Relational Play Podcast from ThinkPlay Partners
By Mark Greene and Saliha Bava

Relational Play Podcast from ThinkPlay PartnersApr 14, 2020

How Do You React When Loved Ones are in Distress?
When loved ones or friends are feeling distress, it can be very difficult for us to experience. We may feel unable to hang in with our loved ones, especially when we're stretched thin during difficult times. We may try and quickly name and fix others' distress in order to manage our own anxiety at witnessing it. We may simply turn away or shut down. How we can learn to better care for loved ones who are feeling distress? Dr. Saliha Bava and Mark Greene, authors of The Relational Book for Parenting explore our relational capacities for for supporting our loved ones during crisis. Listen and learn how to hold space for the distress of friends, co-workers and loved ones. It's a powerful capacity that can reduce our own anxiety and create deeper more meaningful connections.
Learn more about the The Relational Book for Parenting at ThinkPlay Partners.

Relational Play Podcast: The Conflict Game
In this episode of the Relational Play Podcast, explore what we call the Conflict Game, a powerful tool for helping even very young children better understand and navigate disagreements. Our little ones can begin early differentiating between discussions, debates, disagreements, arguments and fights. Dr. Saliha Bava and Mark Greene, authors of The Relational Book for Parenting, explain how the Conflict Game is one way to grow our rich human capacities for connecting across difference. Learning to manage, navigate, and resolve disagreements is key to creating and maintaining successful personal and professional relationships as we move through life. Learn more about this and hundreds of other relational games, stories and capacities in The Relational Book for Parenting by visiting us at ThinkPlay Partners.

Relational Play Podcast: Family Resilience During Coronavirus
Dr. Saliha Bava and Mark Greene, authors of The Relational Book for Parenting explore the ways in which we can play with our experience of emotions to include a much wider range of possibilities and interpretations. Learn more about the The Relational Book for Parenting at ThinkPlay Partners.

Relational Play Podcast: Feelings vs. Emotions
What role does language play in defining our emotions for us? What happens when a feeling (a physical response to what is said or seen) is named for us before we have fully had time to sit with it or understand it? If we name a child's feelings as anxiety, when we might instead name them as excitement, what gets created? How we name our own feelings or the feelings of others plays a powerful role in who we are becoming. In this episode, Dr. Saliha Bava and Mark Greene, authors of The Relational Book for Parenting explore the ways in which we can play with our experience of emotions to include a much wider range of possibilities and interpretations. Learn more about the The Relational Book for Parenting at ThinkPlay Partners.

Relational Play Podcast: Listening with Curiosity
Dr. Saliha Bava and Mark Greene are the authors of The Relational Book for Parenting. Each episode of the Relational Play Podcast will explore a single relational practice, idea, or game designed to grow our capacity to form healthy, authentic personal and professional relationships.
Episode #1 explores listening with curiosity, which invites us to be surprised; to see new sides of others, children or adults. We look to spot the positive emergent threads in conversations with others. In our curiosity, we can intentionally seek to be surprised, saying, "I won't try and predict how you will respond. Instead, I will look to be pleasantly surprised, to discover something new." In this way, we can become participant observers, asking questions, experiencing the moment, not trying to shift things. The implications for how conversations then play out are empowering for all of us.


WHAT IS REQUIRED = Leaving all pictures aside, write out the records below precisely as given.

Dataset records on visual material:
--------
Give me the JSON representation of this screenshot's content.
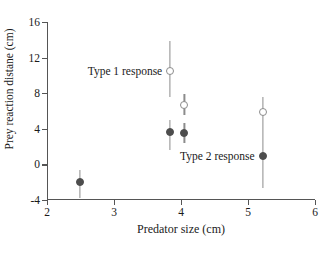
{
  "chart_data": {
    "type": "scatter",
    "title": "",
    "xlabel": "Predator size (cm)",
    "ylabel": "Prey reaction distane (cm)",
    "xlim": [
      2,
      6
    ],
    "ylim": [
      -4,
      16
    ],
    "xticks": [
      "2",
      "3",
      "4",
      "5",
      "6"
    ],
    "yticks": [
      "16",
      "12",
      "8",
      "4",
      "0",
      "-4"
    ],
    "grid": false,
    "legend_position": "none",
    "annotations": [
      {
        "text": "Type 1 response",
        "x": 3.72,
        "y": 10.5
      },
      {
        "text": "Type 2 response",
        "x": 5.1,
        "y": 0.9
      }
    ],
    "series": [
      {
        "name": "Type 1 response",
        "marker": "open-circle",
        "color": "#8c8c8c",
        "points": [
          {
            "x": 3.83,
            "y": 10.5,
            "yerr_low": 7.6,
            "yerr_high": 13.9
          },
          {
            "x": 4.05,
            "y": 6.7,
            "yerr_low": 5.5,
            "yerr_high": 7.9
          },
          {
            "x": 5.22,
            "y": 5.9,
            "yerr_low": 4.0,
            "yerr_high": 7.6
          }
        ]
      },
      {
        "name": "Type 2 response",
        "marker": "filled-circle",
        "color": "#4d4d4d",
        "points": [
          {
            "x": 2.49,
            "y": -2.0,
            "yerr_low": -3.8,
            "yerr_high": -0.6
          },
          {
            "x": 3.83,
            "y": 3.6,
            "yerr_low": 1.6,
            "yerr_high": 5.0
          },
          {
            "x": 4.05,
            "y": 3.5,
            "yerr_low": 2.4,
            "yerr_high": 4.6
          },
          {
            "x": 5.22,
            "y": 0.9,
            "yerr_low": -2.6,
            "yerr_high": 4.0
          }
        ]
      }
    ]
  }
}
--------
SOLUTION BELOW =
Give me the JSON representation of this screenshot's content.
{
  "chart_data": {
    "type": "scatter",
    "title": "",
    "xlabel": "Predator size (cm)",
    "ylabel": "Prey reaction distane (cm)",
    "xlim": [
      2,
      6
    ],
    "ylim": [
      -4,
      16
    ],
    "xticks": [
      "2",
      "3",
      "4",
      "5",
      "6"
    ],
    "yticks": [
      "16",
      "12",
      "8",
      "4",
      "0",
      "-4"
    ],
    "grid": false,
    "legend_position": "none",
    "annotations": [
      {
        "text": "Type 1 response",
        "x": 3.72,
        "y": 10.5
      },
      {
        "text": "Type 2 response",
        "x": 5.1,
        "y": 0.9
      }
    ],
    "series": [
      {
        "name": "Type 1 response",
        "marker": "open-circle",
        "color": "#8c8c8c",
        "points": [
          {
            "x": 3.83,
            "y": 10.5,
            "yerr_low": 7.6,
            "yerr_high": 13.9
          },
          {
            "x": 4.05,
            "y": 6.7,
            "yerr_low": 5.5,
            "yerr_high": 7.9
          },
          {
            "x": 5.22,
            "y": 5.9,
            "yerr_low": 4.0,
            "yerr_high": 7.6
          }
        ]
      },
      {
        "name": "Type 2 response",
        "marker": "filled-circle",
        "color": "#4d4d4d",
        "points": [
          {
            "x": 2.49,
            "y": -2.0,
            "yerr_low": -3.8,
            "yerr_high": -0.6
          },
          {
            "x": 3.83,
            "y": 3.6,
            "yerr_low": 1.6,
            "yerr_high": 5.0
          },
          {
            "x": 4.05,
            "y": 3.5,
            "yerr_low": 2.4,
            "yerr_high": 4.6
          },
          {
            "x": 5.22,
            "y": 0.9,
            "yerr_low": -2.6,
            "yerr_high": 4.0
          }
        ]
      }
    ]
  }
}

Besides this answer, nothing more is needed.